WYOMISSING, Pa. — “Barbie” has quickly become the highest-grossing film ever featuring an iconic doll and has inspired plenty of memes and TikTok posts. Greta Gerwig’s film has become an instant classic due to its clever jokes and great physical comedy from an all-star cast; not to mention being an insightful exploration of patriarchy and gender stereotypes that Michelle Ramsey, professor of communication arts and sciences at Penn State Berks as well as expert in women’s studies and gender, discussed its influence with us as we watched it together.
The film’s visual style resembles that of a Barbie superfan’s imagination run amok. Scenes in Barbieland – the plastic world filled with life-sized dolls and their Kens – feature inventive set pieces, humorous references to campy cinema, and colorful costumes of every hue imaginable – evoking The Wizard of Oz or The Truman Show and other films where fantasy collides with reality for characters to struggle between one world or the other to determine which is actually real. It’s an eye candy treat which recalls those films in which fantasy meets reality for characters to try to determine which is real!
But these visuals only scratch the surface of this film’s complex themes. As the story progresses, we learn that Mattel CEO Will Ferrell (played by Will Farrell) has an odd fixation with Barbie whom he sees as an anathema to feminism and female empowerment. When Barbie escapes his attempts at trapping and twist-tying her in a display box in New York, feminist-critical haters call her everything from bimbo to fascist before experiencing real world issues like catcalling before realizing this world may not live up to her expectations.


Task instructions: Needed from the data below: all lines that contain the word "Type".

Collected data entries
[Start of section]
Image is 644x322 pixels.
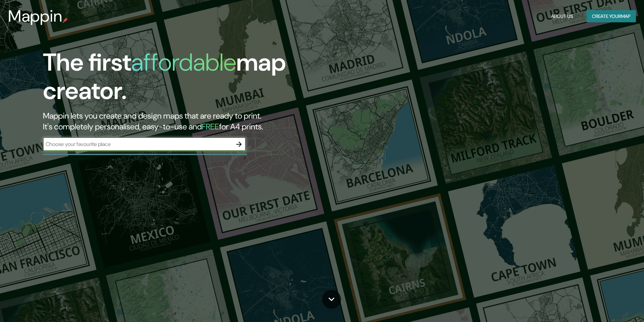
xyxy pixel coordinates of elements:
h5: FREE [202,121,219,132]
button: Create yourmap [587,10,636,23]
img: mappin-pin [63,18,68,23]
h1: The first map creator. [43,48,365,110]
h1: affordable [131,47,236,78]
h2: Mappin lets you create and design maps that are ready to print. It's completely personalised, eas... [43,110,365,132]
input: Choose your favourite place [43,140,232,148]
h3: Mappin [8,7,63,26]
button: About Us [548,10,576,23]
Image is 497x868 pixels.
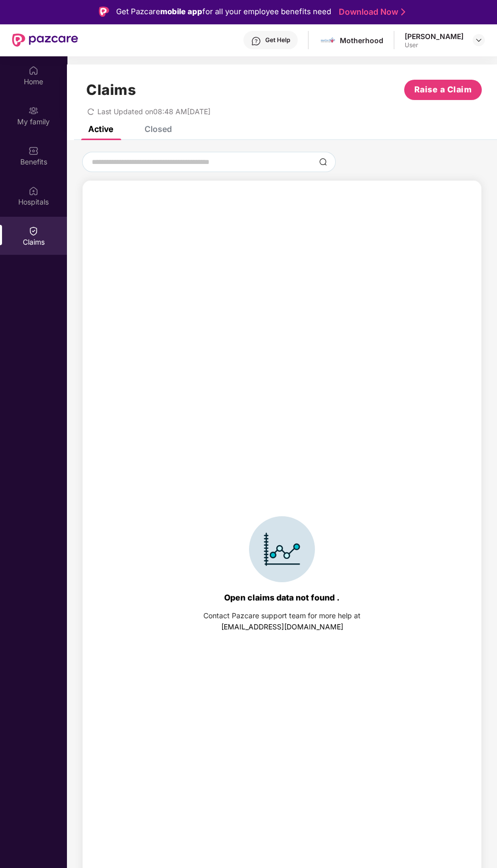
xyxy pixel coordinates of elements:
[320,33,336,47] img: motherhood%20_%20logo.png
[98,107,210,115] span: Last Updated on 08:48 AM[DATE]
[249,516,315,582] img: svg+xml;base64,PHN2ZyBpZD0iSWNvbl9DbGFpbSIgZGF0YS1uYW1lPSJJY29uIENsYWltIiB4bWxucz0iaHR0cDovL3d3dy...
[340,36,384,46] div: Motherhood
[160,7,202,16] strong: mobile app
[405,41,463,49] div: User
[116,5,332,18] div: Get Pazcare for all your employee benefits need
[28,106,38,115] img: svg+xml;base64,PHN2ZyB3aWR0aD0iMjAiIGhlaWdodD0iMjAiIHZpZXdCb3g9IjAgMCAyMCAyMCIgZmlsbD0ibm9uZSIgeG...
[87,107,94,115] span: redo
[28,146,38,156] img: svg+xml;base64,PHN2ZyBpZD0iQmVuZWZpdHMiIHhtbG5zPSJodHRwOi8vd3d3LnczLm9yZy8yMDAwL3N2ZyIgd2lkdGg9Ij...
[204,610,361,621] div: Contact Pazcare support team for more help at
[319,158,327,166] img: svg+xml;base64,PHN2ZyBpZD0iU2VhcmNoLTMyeDMyIiB4bWxucz0iaHR0cDovL3d3dy53My5vcmcvMjAwMC9zdmciIHdpZH...
[415,83,473,96] span: Raise a Claim
[28,65,38,76] img: svg+xml;base64,PHN2ZyBpZD0iSG9tZSIgeG1sbnM9Imh0dHA6Ly93d3cudzMub3JnLzIwMDAvc3ZnIiB3aWR0aD0iMjAiIG...
[12,34,78,47] img: New Pazcare Logo
[401,7,405,17] img: Stroke
[339,7,402,17] a: Download Now
[475,36,483,44] img: svg+xml;base64,PHN2ZyBpZD0iRHJvcGRvd24tMzJ4MzIiIHhtbG5zPSJodHRwOi8vd3d3LnczLm9yZy8yMDAwL3N2ZyIgd2...
[266,36,290,44] div: Get Help
[88,124,113,134] div: Active
[405,32,463,41] div: [PERSON_NAME]
[224,592,340,603] div: Open claims data not found .
[251,36,261,46] img: svg+xml;base64,PHN2ZyBpZD0iSGVscC0zMngzMiIgeG1sbnM9Imh0dHA6Ly93d3cudzMub3JnLzIwMDAvc3ZnIiB3aWR0aD...
[221,623,343,631] a: [EMAIL_ADDRESS][DOMAIN_NAME]
[144,124,172,134] div: Closed
[28,226,38,236] img: svg+xml;base64,PHN2ZyBpZD0iQ2xhaW0iIHhtbG5zPSJodHRwOi8vd3d3LnczLm9yZy8yMDAwL3N2ZyIgd2lkdGg9IjIwIi...
[86,81,136,98] h1: Claims
[404,80,482,100] button: Raise a Claim
[99,7,109,16] img: Logo
[28,186,38,196] img: svg+xml;base64,PHN2ZyBpZD0iSG9zcGl0YWxzIiB4bWxucz0iaHR0cDovL3d3dy53My5vcmcvMjAwMC9zdmciIHdpZHRoPS...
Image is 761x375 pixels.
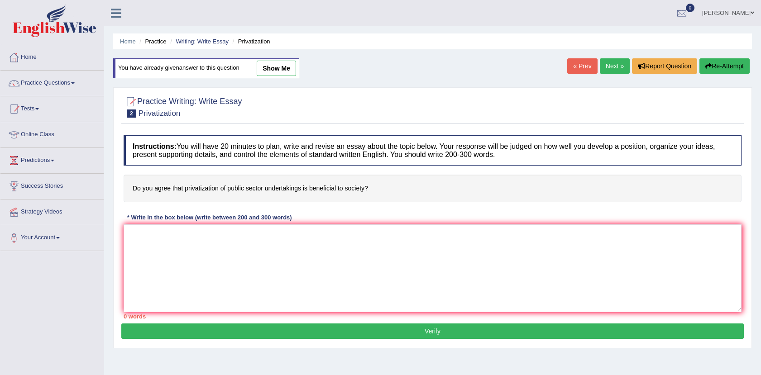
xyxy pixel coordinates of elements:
[121,324,744,339] button: Verify
[176,38,229,45] a: Writing: Write Essay
[0,174,104,196] a: Success Stories
[0,225,104,248] a: Your Account
[632,58,697,74] button: Report Question
[230,37,270,46] li: Privatization
[113,58,299,78] div: You have already given answer to this question
[120,38,136,45] a: Home
[133,143,177,150] b: Instructions:
[0,200,104,222] a: Strategy Videos
[124,135,742,166] h4: You will have 20 minutes to plan, write and revise an essay about the topic below. Your response ...
[124,95,242,118] h2: Practice Writing: Write Essay
[124,214,295,222] div: * Write in the box below (write between 200 and 300 words)
[0,148,104,171] a: Predictions
[600,58,630,74] a: Next »
[124,312,742,321] div: 0 words
[124,175,742,202] h4: Do you agree that privatization of public sector undertakings is beneficial to society?
[686,4,695,12] span: 0
[137,37,166,46] li: Practice
[0,96,104,119] a: Tests
[127,110,136,118] span: 2
[699,58,750,74] button: Re-Attempt
[0,71,104,93] a: Practice Questions
[139,109,181,118] small: Privatization
[0,122,104,145] a: Online Class
[0,45,104,67] a: Home
[257,61,296,76] a: show me
[567,58,597,74] a: « Prev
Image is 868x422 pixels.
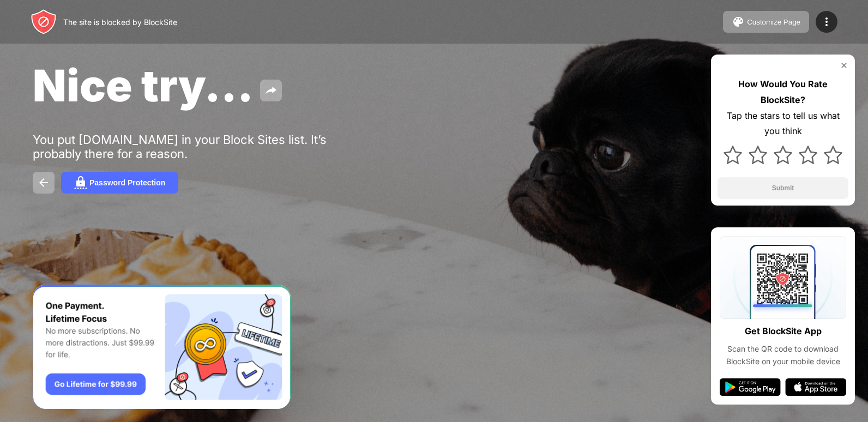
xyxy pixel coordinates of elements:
img: star.svg [773,145,792,164]
img: qrcode.svg [719,236,846,319]
img: password.svg [74,176,87,189]
div: Scan the QR code to download BlockSite on your mobile device [719,343,846,368]
span: Nice try... [33,59,254,112]
img: header-logo.svg [30,8,57,35]
img: star.svg [748,145,767,164]
img: star.svg [723,145,742,164]
img: star.svg [823,145,842,164]
div: How Would You Rate BlockSite? [718,76,848,108]
button: Customize Page [723,11,809,33]
div: Tap the stars to tell us what you think [718,108,848,140]
button: Password Protection [61,172,178,194]
img: share.svg [265,84,277,97]
div: The site is blocked by BlockSite [63,18,177,27]
img: back.svg [37,176,50,189]
img: pallet.svg [731,15,745,29]
button: Submit [718,178,848,199]
div: Customize Page [746,18,800,26]
div: Password Protection [90,178,165,187]
img: star.svg [799,145,817,164]
div: Get BlockSite App [745,323,822,339]
img: menu-icon.svg [820,15,833,29]
img: google-play.svg [719,378,780,396]
div: You put [DOMAIN_NAME] in your Block Sites list. It’s probably there for a reason. [33,133,369,161]
img: app-store.svg [785,378,846,396]
iframe: Banner [33,285,291,409]
img: rate-us-close.svg [839,61,848,70]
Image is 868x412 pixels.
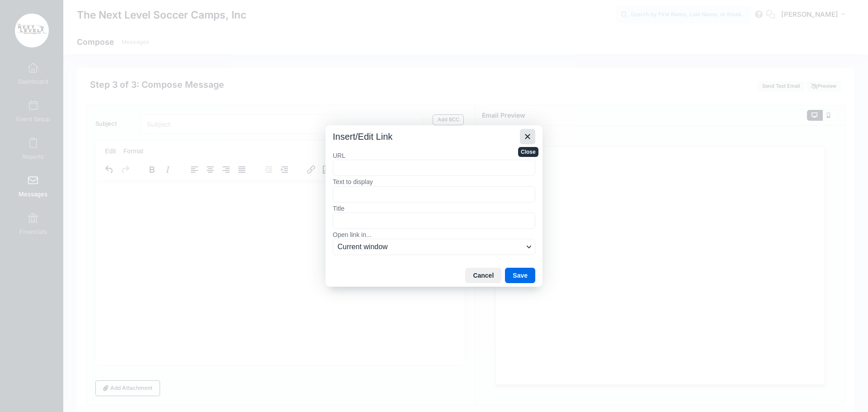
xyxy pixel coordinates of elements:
[338,242,523,252] span: Current window
[7,7,361,35] body: Rich Text Area. Press ALT-0 for help.
[333,178,536,186] label: Text to display
[505,268,536,283] button: Save
[333,205,536,213] label: Title
[333,231,536,239] label: Open link in...
[333,131,392,143] h1: Insert/Edit Link
[465,268,501,283] button: Cancel
[333,151,536,160] label: URL
[520,129,536,144] button: Close
[333,239,536,255] button: Open link in...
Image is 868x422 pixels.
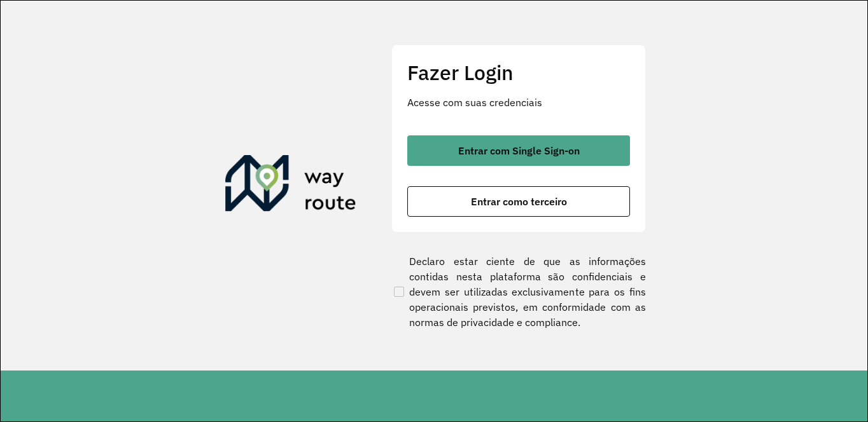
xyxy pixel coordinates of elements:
[391,254,646,330] label: Declaro estar ciente de que as informações contidas nesta plataforma são confidenciais e devem se...
[225,156,357,216] img: Roteirizador AmbevTech
[471,196,567,206] span: Entrar como terceiro
[407,186,629,216] button: button
[407,60,629,84] h2: Fazer Login
[458,145,579,156] span: Entrar com Single Sign-on
[407,95,629,110] p: Acesse com suas credenciais
[407,135,629,166] button: button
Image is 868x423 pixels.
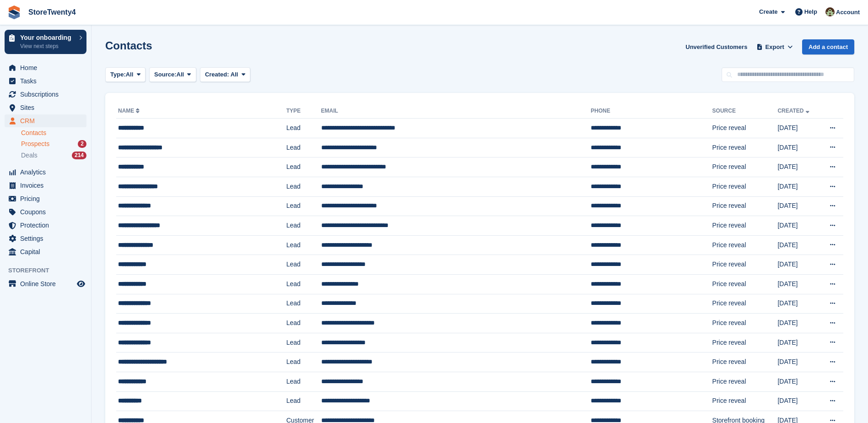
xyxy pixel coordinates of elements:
div: 2 [77,140,87,148]
img: Lee Hanlon [825,8,835,16]
th: Email [321,104,591,118]
span: Type: [111,70,126,79]
a: Created [777,107,811,114]
span: Home [20,61,75,74]
td: Price reveal [712,118,778,138]
span: Pricing [20,192,75,205]
td: Lead [287,352,321,372]
td: Price reveal [712,392,778,411]
td: [DATE] [777,372,819,392]
span: Storefront [9,266,91,275]
p: View next steps [20,42,75,50]
td: Lead [287,294,321,313]
div: 214 [71,151,87,159]
button: Export [755,39,795,54]
a: menu [4,101,87,114]
a: Prospects 2 [21,139,87,149]
td: Price reveal [712,254,778,275]
td: Lead [287,392,321,411]
a: menu [4,114,87,127]
span: All [126,70,134,79]
span: Capital [20,245,75,258]
td: [DATE] [777,294,819,313]
a: StoreTwenty4 [25,4,80,20]
a: menu [4,232,87,245]
span: Deals [21,151,37,160]
span: Account [836,8,859,17]
button: Type: All [106,67,146,83]
span: Online Store [20,277,75,290]
td: Price reveal [712,313,778,333]
td: Price reveal [712,235,778,254]
td: Price reveal [712,216,778,236]
td: [DATE] [777,392,819,411]
span: Protection [20,219,75,232]
a: menu [4,219,87,232]
td: Lead [287,118,321,138]
span: Coupons [20,205,75,218]
button: Created: All [200,67,250,83]
td: Price reveal [712,138,778,157]
span: Tasks [20,75,75,88]
td: Price reveal [712,157,778,177]
td: Lead [287,177,321,197]
a: Deals 214 [21,151,87,160]
td: Price reveal [712,274,778,294]
td: Price reveal [712,197,778,216]
span: All [177,70,185,79]
span: Sites [20,101,75,114]
span: All [231,71,238,77]
a: menu [4,205,87,218]
td: Lead [287,197,321,216]
span: Prospects [21,140,49,148]
td: [DATE] [777,235,819,254]
span: Analytics [20,166,75,179]
span: Settings [20,232,75,245]
td: [DATE] [777,254,819,275]
a: Add a contact [802,39,854,54]
a: Name [118,107,141,114]
td: [DATE] [777,216,819,236]
button: Source: All [149,67,197,83]
td: Lead [287,274,321,294]
th: Type [287,104,321,118]
td: Price reveal [712,372,778,392]
td: Lead [287,216,321,236]
td: [DATE] [777,157,819,177]
th: Phone [591,104,712,118]
td: [DATE] [777,333,819,352]
th: Source [712,104,778,118]
a: Your onboarding View next steps [4,30,87,54]
a: menu [4,192,87,205]
img: stora-icon-8386f47178a22dfd0bd8f6a31ec36ba5ce8667c1dd55bd0f319d3a0aa187defe.svg [8,5,21,20]
td: [DATE] [777,197,819,216]
a: menu [4,75,87,88]
td: Price reveal [712,352,778,372]
td: [DATE] [777,274,819,294]
span: Source: [154,70,176,79]
a: menu [4,179,87,191]
td: [DATE] [777,118,819,138]
td: Lead [287,138,321,157]
td: Lead [287,313,321,333]
td: [DATE] [777,177,819,197]
a: Contacts [21,129,87,137]
td: Lead [287,372,321,392]
td: Lead [287,235,321,254]
span: Export [765,43,784,52]
p: Your onboarding [20,34,75,41]
td: Price reveal [712,294,778,313]
span: Subscriptions [20,88,75,100]
td: Lead [287,333,321,352]
a: menu [4,88,87,100]
td: [DATE] [777,352,819,372]
span: CRM [20,114,75,127]
td: Lead [287,254,321,275]
a: Unverified Customers [682,39,751,54]
a: Preview store [76,278,87,289]
td: Price reveal [712,177,778,197]
td: Lead [287,157,321,177]
span: Created: [205,71,229,77]
a: menu [4,245,87,258]
span: Invoices [20,179,75,191]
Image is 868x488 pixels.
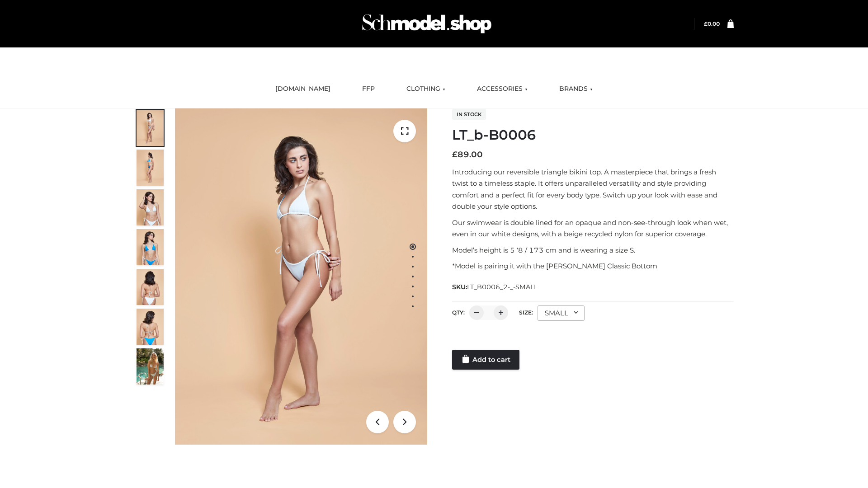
[End of section]
Expected answer:
span: Type: [111,70,126,79]
button: Type: All [106,67,146,83]
th: Type [287,104,321,118]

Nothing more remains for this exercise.